The Supreme Court granted review limited to the sole issue of whether Labor Code section 351, which prohibits employers from taking employees' gratuities, gives employees a private right of action. The Court held that it does not.
Labor Code section 351 reads, in part:
No employer or agent shall collect, take, or receive any gratuity or a part thereof that is paid, given to, or left for an employee by a patron, or deduct any amount from wages due an employee on account of a gratuity, or require an employee to credit the amount, or any part thereof, of a gratuity against and as a part of the wages due the employee from the employer.
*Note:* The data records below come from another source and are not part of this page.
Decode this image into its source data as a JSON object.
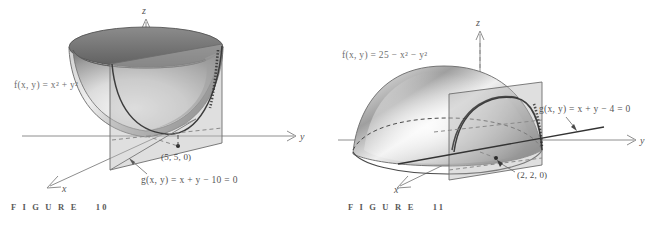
{
  "page": {
    "background_color": "#ffffff",
    "width": 668,
    "height": 226
  },
  "figures": [
    {
      "id": "figure-10",
      "caption": "F I G U R E    10",
      "caption_word": "FIGURE",
      "caption_number": "10",
      "surface_label": "f(x, y)  =  x²  +  y²",
      "constraint_label": "g(x, y)  =  x  +  y  −  10  =  0",
      "point_label": "(5, 5, 0)",
      "axes": {
        "x": "x",
        "y": "y",
        "z": "z"
      },
      "surface_type": "upward paraboloid bowl",
      "colors": {
        "surface_light": "#f2f2f2",
        "surface_mid": "#a9a9a9",
        "surface_dark": "#6f6f6f",
        "plane": "#b9b9b9",
        "axis": "#8e8e8e",
        "label": "#6e6e6e"
      }
    },
    {
      "id": "figure-11",
      "caption": "F I G U R E    11",
      "caption_word": "FIGURE",
      "caption_number": "11",
      "surface_label": "f(x, y)  =  25  −  x²  −  y²",
      "constraint_label": "g(x, y)  =  x  +  y  −  4  =  0",
      "point_label": "(2, 2, 0)",
      "axes": {
        "x": "x",
        "y": "y",
        "z": "z"
      },
      "surface_type": "downward paraboloid dome",
      "colors": {
        "surface_light": "#f2f2f2",
        "surface_mid": "#a9a9a9",
        "surface_dark": "#6f6f6f",
        "plane": "#b9b9b9",
        "axis": "#8e8e8e",
        "label": "#6e6e6e"
      }
    }
  ]
}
Every gratuity is hereby declared to be the sole property of the employee or employees to whom it was paid, given, or left for.The Court examined this language and held that it "does not unmistakabl[y] reveal a legislative intent to provide wronged employees a private right to sue." Slip op. at 3. Examining the legislative history, the Court found "no clear indication that the Legislature intended to create a private cause of action under the statute." Slip op. at 5.
In sum, we find that the declaration that “[e]very gratuity” is the “sole property of the employee or employees to whom it was paid, given, or left for” (§ 351), simply affirmed what courts had “long held”: that gratuities ordinarily belonged to the waiter or waitress absent a contrary agreement. (Ops. Cal. Legis. Counsel, No. 20547 (Nov. 4, 1971) Waiters and Waitresses: Tips and Gratuities, p. 1.) It did not reflect a legislative intent to give employees a new statutory remedy to recover any misappropriated gratuities.Slip op. at 5.
The Court rejected the argument that denying a private right of action would prevent employees from recovering misappropriated tips.
Contrary to plaintiff's suggestion, our holding that section 351 does not provide a private cause of action does not necessarily foreclose the availability of other remedies. To the extent that an employee may be entitled to certain misappropriated gratuities, we see no apparent reason why other remedies, such as a common law action for conversion, may not be available under appropriate circumstances.Slip op. at 7. Thanks to Scot Bernstein for pointing out that this may overrule the Court of Appeal's holding in Brewer v. Premier Golf Properties (2008) 168 Cal.App.4th 1243 (Labor Code violations sound in contract and do not support an award of punitive damages).